In the midst of moving my parents from their house on the farm to a new home in town a few years ago, I had cause to ask my mother why she and my father had accumulated so much stuff. Her reply was the typical one, to the extent that one doesn’t discard what one might, at some indeterminate future date, find useful. Well, indeed. Moreover, where would I be in my current endeavor if everyone threw out every item of personal property every few years? 18th century furniture pieces would be even fewer on the ground than they are.
The idea of this though, keeping what one might need, puts me in mind of the Queen’s Diamond Jubilee. We all saw the final day’s activities, including the Queen drawn from Buckingham Palace in the 1902 state landau, her dress, taking her cue from that of her grandmother Queen Mary, in a style of an earlier day. Despite the vicissitudes of her royal children, made the commonest of common knowledge by an ever hungrier media, Queen Elizabeth is beloved, making a virtue of preserving the best from the past as head of state. Has there ever been a time in her 60 year reign that republicanism waxed strongly? If it has, it has only been considered as a possibility once the present monarch has become the late one.
While the queen’s presence has been an enduring one, the gala hoopla of the jubilee certainly functions valuably to underscore that fact, and provide the opportunity to consider within the context of an extra special event how important and comforting tradition can be. With Queen Elizabeth’s reign basically business as usual, without the special occasion of the Jubilee, one would become naturally indifferent.
And the length of her reign has resulted in celebrations at just the right intervals. Unfortunately, Americans have had nothing similar since the Bicentennial of 1976. Heavenly days! 36 too many years ago. Don’t tell anyone, but for the 4th of July that year, we threw fireworks off the top floor of my condo building at 2611 Ala Wai Boulevard in Honolulu.
Amidst the acrimony that is now sadly the central feature of partisan politics in this country, an acrimony that has degenerated into factional hate mongering, one wonders whether we wouldn’t be well served as a nation, as the British have, from a jubilee that reminds all of us of our endurance as a nation and commonality as a people. When things were at a low ebb, with recovery from the war creeping forward with glacial slowness, London was the site of a Festival of Britain that engaged and consequently invigorated the entire nation. What more opportune time than now for a festival of America. Now there’s a thought.



We’ve just returned from a few days in Hawaii. We consider Oahu our second home and where, in the fullness of time, we intend to make our primary residence. My first trip to Hawaii in May, 1976, was for a job in the banking business. Had not a greater power been guiding my destiny, I wouldn’t have traveled there, but in the intervening 36 years I’ve taken every opportunity to express my thanks for this fortunate event.
Really? Thank goodness not all of us think the natural world is a mere backdrop automatically trumped when graced by our presence. I suppose that, once upon a time not so very long ago, the preponderance of the natural world and an abundance that seemed inexhaustible made our exploitation of it seem incidental, when it was considered at all. Still and all, in Hawaii with both its limited land area and strongly rooted tradition of respect for the natural world makes its exploitation seem at best schizy and it has wrought some bizarre effects.
Nothing of this remains, with the area drained with the construction of the Ala Wai Canal in the 1920’s, and the spoils from the canal used as fill aiding a construction boom in Waikiki that has yet to abate. Sacred sites known as heiau were dismantled. One of the most revered was only recently rediscovered when its topside development as a bowling alley was demolished, revealing the sacred alter of Kapaemahu underneath, incorporated into the building’s foundation.

With some frequency, we’ll get calls from people wanting our counsel on the restoration of a furniture item. That’s actually an overstatement. If the queries could be boiled down to one simple inquiry, it is ‘Could you recommend a good restorer?’ The answer we provide, invariably, is an equivocal one- yes, we know lots of good restorers, but no, we can’t recommend one.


WHAT TO PRODUCE: Among the lines listed below, count those that include the string "canine", and state only the count.

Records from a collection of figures
-=-=-=-=-
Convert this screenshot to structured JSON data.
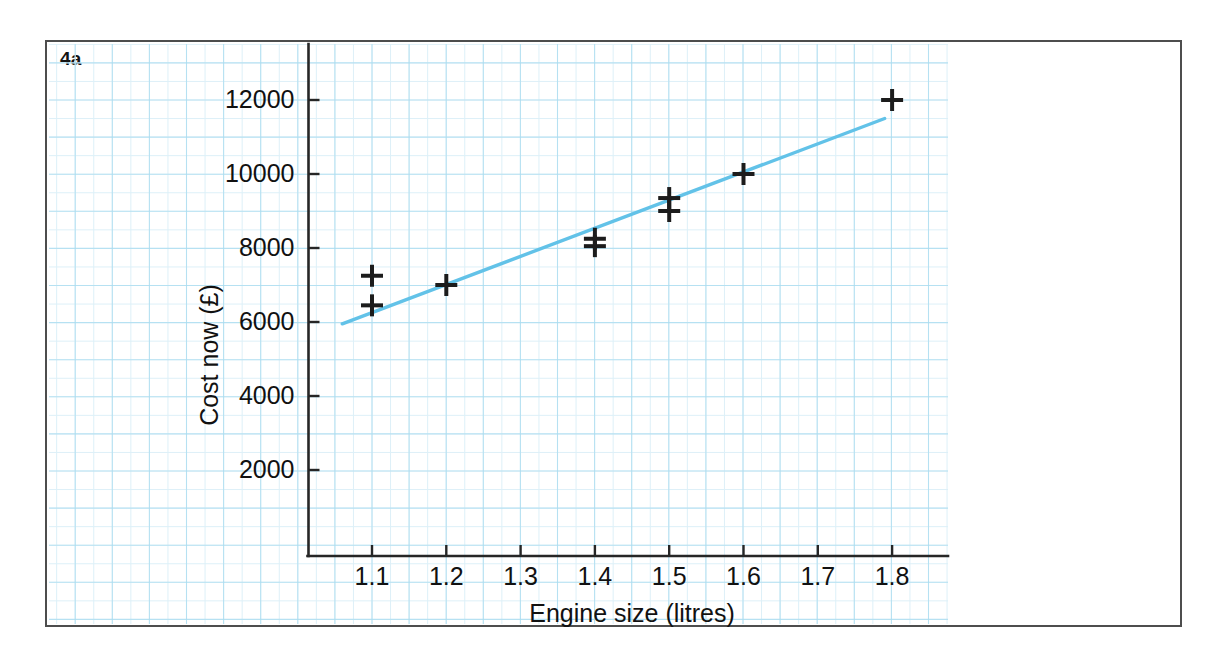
{
  "figure": {
    "label": "4a",
    "border_color": "#4d4d4d",
    "background": "#ffffff"
  },
  "chart_data": {
    "type": "scatter",
    "title": "",
    "xlabel": "Engine size (litres)",
    "ylabel": "Cost now (£)",
    "xlim": [
      1.04,
      1.86
    ],
    "ylim": [
      0,
      13000
    ],
    "xticks": [
      1.1,
      1.2,
      1.3,
      1.4,
      1.5,
      1.6,
      1.7,
      1.8
    ],
    "xtick_labels": [
      "1.1",
      "1.2",
      "1.3",
      "1.4",
      "1.5",
      "1.6",
      "1.7",
      "1.8"
    ],
    "yticks": [
      2000,
      4000,
      6000,
      8000,
      10000,
      12000
    ],
    "ytick_labels": [
      "2000",
      "4000",
      "6000",
      "8000",
      "10000",
      "12000"
    ],
    "grid": "graph-paper light blue, major squares",
    "grid_color": "#a9dcf0",
    "grid_minor_color": "#ddf0f8",
    "legend": "none",
    "marker": "plus",
    "marker_color": "#1c1c1c",
    "points": [
      {
        "x": 1.1,
        "y": 7250
      },
      {
        "x": 1.1,
        "y": 6450
      },
      {
        "x": 1.2,
        "y": 7000
      },
      {
        "x": 1.4,
        "y": 8250
      },
      {
        "x": 1.4,
        "y": 8050
      },
      {
        "x": 1.5,
        "y": 9350
      },
      {
        "x": 1.5,
        "y": 9000
      },
      {
        "x": 1.6,
        "y": 10000
      },
      {
        "x": 1.8,
        "y": 12000
      }
    ],
    "series": [
      {
        "name": "line of best fit",
        "type": "line",
        "color": "#62c2e8",
        "x": [
          1.06,
          1.79
        ],
        "y": [
          5950,
          11500
        ]
      }
    ]
  }
}
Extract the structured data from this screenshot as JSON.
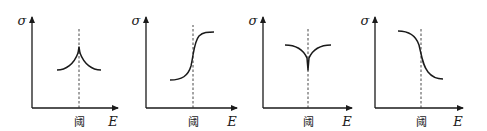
{
  "figure": {
    "panels": [
      {
        "id": "panel-1",
        "curve_shape": "peak-cusp-up",
        "y_label": "σ",
        "x_label": "E",
        "threshold_label": "阈",
        "origin": [
          32,
          108
        ],
        "y_top": 17,
        "x_right": 118,
        "threshold_x": 79,
        "dashed_top": 27,
        "curve_path": "M57,70 C66,70 74,64 78,53 L79,47 L80,53 C84,64 92,70 101,70"
      },
      {
        "id": "panel-2",
        "curve_shape": "rising-sigmoid",
        "y_label": "σ",
        "x_label": "E",
        "threshold_label": "阈",
        "origin": [
          146,
          108
        ],
        "y_top": 17,
        "x_right": 237,
        "threshold_x": 193,
        "dashed_top": 25,
        "curve_path": "M170,80 C182,80 188,76 191,66 C194,52 194,42 199,36 C203,32 208,32 214,32"
      },
      {
        "id": "panel-3",
        "curve_shape": "dip-cusp-down",
        "y_label": "σ",
        "x_label": "E",
        "threshold_label": "阈",
        "origin": [
          263,
          108
        ],
        "y_top": 17,
        "x_right": 352,
        "threshold_x": 308,
        "dashed_top": 27,
        "curve_path": "M285,45 C295,45 303,49 307,58 L308,70 L309,58 C313,49 321,45 331,45"
      },
      {
        "id": "panel-4",
        "curve_shape": "falling-sigmoid",
        "y_label": "σ",
        "x_label": "E",
        "threshold_label": "阈",
        "origin": [
          375,
          108
        ],
        "y_top": 17,
        "x_right": 463,
        "threshold_x": 421,
        "dashed_top": 27,
        "curve_path": "M398,31 C410,31 416,36 419,45 C422,58 423,66 428,72 C432,77 437,79 443,79"
      }
    ],
    "colors": {
      "line": "#1a1a1a",
      "dashed": "#333333",
      "background": "#ffffff"
    }
  }
}
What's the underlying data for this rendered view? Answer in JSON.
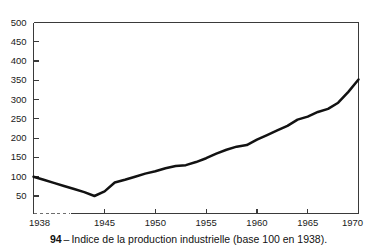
{
  "caption": {
    "number": "94",
    "dash": "–",
    "text": "Indice de la production industrielle (base 100 en 1938)."
  },
  "chart_data": {
    "type": "line",
    "title": "Indice de la production industrielle (base 100 en 1938).",
    "xlabel": "",
    "ylabel": "",
    "xlim": [
      1938,
      1970
    ],
    "ylim": [
      0,
      500
    ],
    "grid": false,
    "legend": null,
    "y_ticks": [
      50,
      100,
      150,
      200,
      250,
      300,
      350,
      400,
      450,
      500
    ],
    "y_tick_labels": [
      "50",
      "100",
      "150",
      "200",
      "250",
      "300",
      "350",
      "400",
      "450",
      "500"
    ],
    "x_ticks": [
      1938,
      1945,
      1950,
      1955,
      1960,
      1965,
      1970
    ],
    "x_tick_labels": [
      "1938",
      "1945",
      "1950",
      "1955",
      "1960",
      "1965",
      "1970"
    ],
    "series": [
      {
        "name": "Indice de la production industrielle",
        "color": "#121212",
        "x": [
          1938,
          1939,
          1940,
          1941,
          1942,
          1943,
          1944,
          1945,
          1946,
          1947,
          1948,
          1949,
          1950,
          1951,
          1952,
          1953,
          1954,
          1955,
          1956,
          1957,
          1958,
          1959,
          1960,
          1961,
          1962,
          1963,
          1964,
          1965,
          1966,
          1967,
          1968,
          1969,
          1970
        ],
        "values": [
          100,
          92,
          84,
          76,
          68,
          60,
          50,
          62,
          85,
          92,
          100,
          108,
          114,
          122,
          128,
          130,
          138,
          148,
          160,
          170,
          178,
          182,
          196,
          208,
          220,
          232,
          248,
          256,
          268,
          276,
          292,
          320,
          352
        ]
      }
    ],
    "annotations": {
      "start_value": 100,
      "start_year": 1938,
      "minimum_value": 50,
      "minimum_year": 1944,
      "end_value": 425,
      "end_year": 1970,
      "baseline_dashed_from": 1938,
      "baseline_dashed_to": 1945
    }
  }
}
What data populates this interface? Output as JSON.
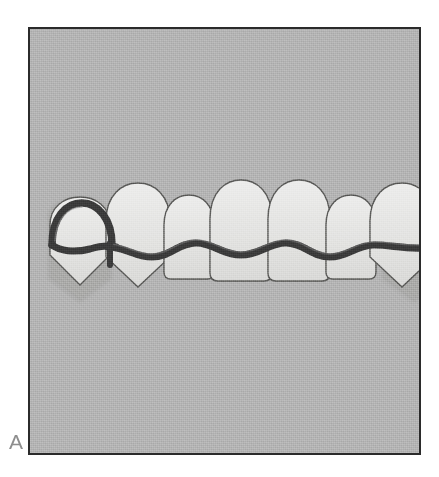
{
  "figure": {
    "label": "A",
    "caption_letter": "A",
    "domain": "dental-illustration"
  },
  "canvas": {
    "width": 439,
    "height": 477,
    "background_color": "#ffffff"
  },
  "panel": {
    "x": 28,
    "y": 27,
    "width": 393,
    "height": 428,
    "fill_color": "#b2b2b2",
    "border_color": "#2b2b2b",
    "border_width": 2
  },
  "colors": {
    "background_gray": "#b2b2b2",
    "panel_border": "#2b2b2b",
    "tooth_fill": "#e2e2e0",
    "tooth_outline": "#4a4a4a",
    "tooth_shadow": "#c7c7c5",
    "wire_dark": "#3a3a3a",
    "wire_highlight": "#6f6f6f",
    "label_gray": "#8e8e8e"
  },
  "illustration": {
    "type": "dental-arch-frontal",
    "tooth_count": 8,
    "arch": "maxillary-anterior",
    "appliance": {
      "name": "hawley-retainer",
      "labial_bow_present": true,
      "labial_bow_color": "#3a3a3a",
      "clasp_count": 2,
      "clasp_positions": [
        "left-canine",
        "right-canine"
      ],
      "clasp_shape": "circumferential-loop"
    },
    "teeth": [
      {
        "index": 1,
        "name": "canine-right",
        "shape": "pointed",
        "cx": 78,
        "top": 213,
        "bottom": 288,
        "half_width": 32,
        "crown_height": 56
      },
      {
        "index": 2,
        "name": "lateral-incisor-right",
        "shape": "pointed",
        "cx": 132,
        "top": 205,
        "bottom": 290,
        "half_width": 31,
        "crown_height": 64
      },
      {
        "index": 3,
        "name": "central-incisor-right",
        "shape": "flat",
        "cx": 182,
        "top": 215,
        "bottom": 281,
        "half_width": 26,
        "crown_height": 52
      },
      {
        "index": 4,
        "name": "central-incisor-mid-r",
        "shape": "flat",
        "cx": 233,
        "top": 206,
        "bottom": 285,
        "half_width": 30,
        "crown_height": 60
      },
      {
        "index": 5,
        "name": "central-incisor-mid-l",
        "shape": "flat",
        "cx": 285,
        "top": 206,
        "bottom": 285,
        "half_width": 30,
        "crown_height": 60
      },
      {
        "index": 6,
        "name": "central-incisor-left",
        "shape": "flat",
        "cx": 334,
        "top": 215,
        "bottom": 281,
        "half_width": 26,
        "crown_height": 52
      },
      {
        "index": 7,
        "name": "lateral-incisor-left",
        "shape": "pointed",
        "cx": 384,
        "top": 205,
        "bottom": 290,
        "half_width": 31,
        "crown_height": 64
      },
      {
        "index": 8,
        "name": "canine-left",
        "shape": "pointed",
        "cx": 438,
        "top": 213,
        "bottom": 288,
        "half_width": 32,
        "crown_height": 56
      }
    ],
    "wire": {
      "description": "labial bow crossing all eight teeth at mid-crown height",
      "y_center": 252,
      "thickness": 7,
      "wave_amplitude": 7
    }
  }
}
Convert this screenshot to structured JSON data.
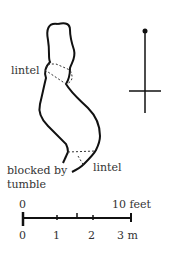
{
  "diagram": {
    "type": "souterrain-plan",
    "labels": {
      "lintel_upper": "lintel",
      "lintel_lower": "lintel",
      "blocked_line1": "blocked by",
      "blocked_line2": "tumble"
    },
    "north_arrow": "north-arrow",
    "scale": {
      "feet": [
        "0",
        "5",
        "10 feet"
      ],
      "meters": [
        "0",
        "1",
        "2",
        "3 m"
      ]
    }
  }
}
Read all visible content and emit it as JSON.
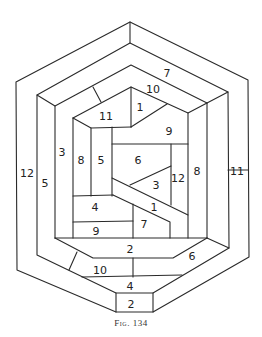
{
  "figure": {
    "caption": "Fig. 134",
    "line_color": "#2a2a2a",
    "background": "#ffffff"
  },
  "pieces": [
    {
      "id": "outer-left",
      "label": "12",
      "x": 27,
      "y": 173
    },
    {
      "id": "outer-right",
      "label": "11",
      "x": 237,
      "y": 171
    },
    {
      "id": "ring2-top",
      "label": "7",
      "x": 167,
      "y": 73
    },
    {
      "id": "ring2-left",
      "label": "5",
      "x": 45,
      "y": 183
    },
    {
      "id": "ring3-top",
      "label": "10",
      "x": 153,
      "y": 89
    },
    {
      "id": "ring3-left",
      "label": "3",
      "x": 62,
      "y": 152
    },
    {
      "id": "ring3-right",
      "label": "8",
      "x": 197,
      "y": 171
    },
    {
      "id": "inner-top-left",
      "label": "11",
      "x": 106,
      "y": 116
    },
    {
      "id": "inner-top-mid",
      "label": "1",
      "x": 140,
      "y": 107
    },
    {
      "id": "inner-top-right",
      "label": "9",
      "x": 169,
      "y": 131
    },
    {
      "id": "inner-left-col",
      "label": "8",
      "x": 81,
      "y": 160
    },
    {
      "id": "inner-mid-col",
      "label": "5",
      "x": 101,
      "y": 160
    },
    {
      "id": "inner-center",
      "label": "6",
      "x": 138,
      "y": 160
    },
    {
      "id": "inner-right-col",
      "label": "12",
      "x": 178,
      "y": 178
    },
    {
      "id": "inner-triangle",
      "label": "3",
      "x": 156,
      "y": 185
    },
    {
      "id": "inner-band",
      "label": "1",
      "x": 154,
      "y": 207
    },
    {
      "id": "inner-lower-left",
      "label": "4",
      "x": 95,
      "y": 207
    },
    {
      "id": "inner-lower-mid",
      "label": "7",
      "x": 144,
      "y": 224
    },
    {
      "id": "inner-bottom-left",
      "label": "9",
      "x": 96,
      "y": 231
    },
    {
      "id": "ring3-bottom",
      "label": "2",
      "x": 130,
      "y": 249
    },
    {
      "id": "ring2-bottom-right",
      "label": "6",
      "x": 192,
      "y": 256
    },
    {
      "id": "ring2-bottom-left",
      "label": "10",
      "x": 100,
      "y": 270
    },
    {
      "id": "ring1-bottom",
      "label": "4",
      "x": 130,
      "y": 286
    },
    {
      "id": "outer-bottom",
      "label": "2",
      "x": 131,
      "y": 304
    }
  ]
}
-=-=-=-=-
REPLY: 4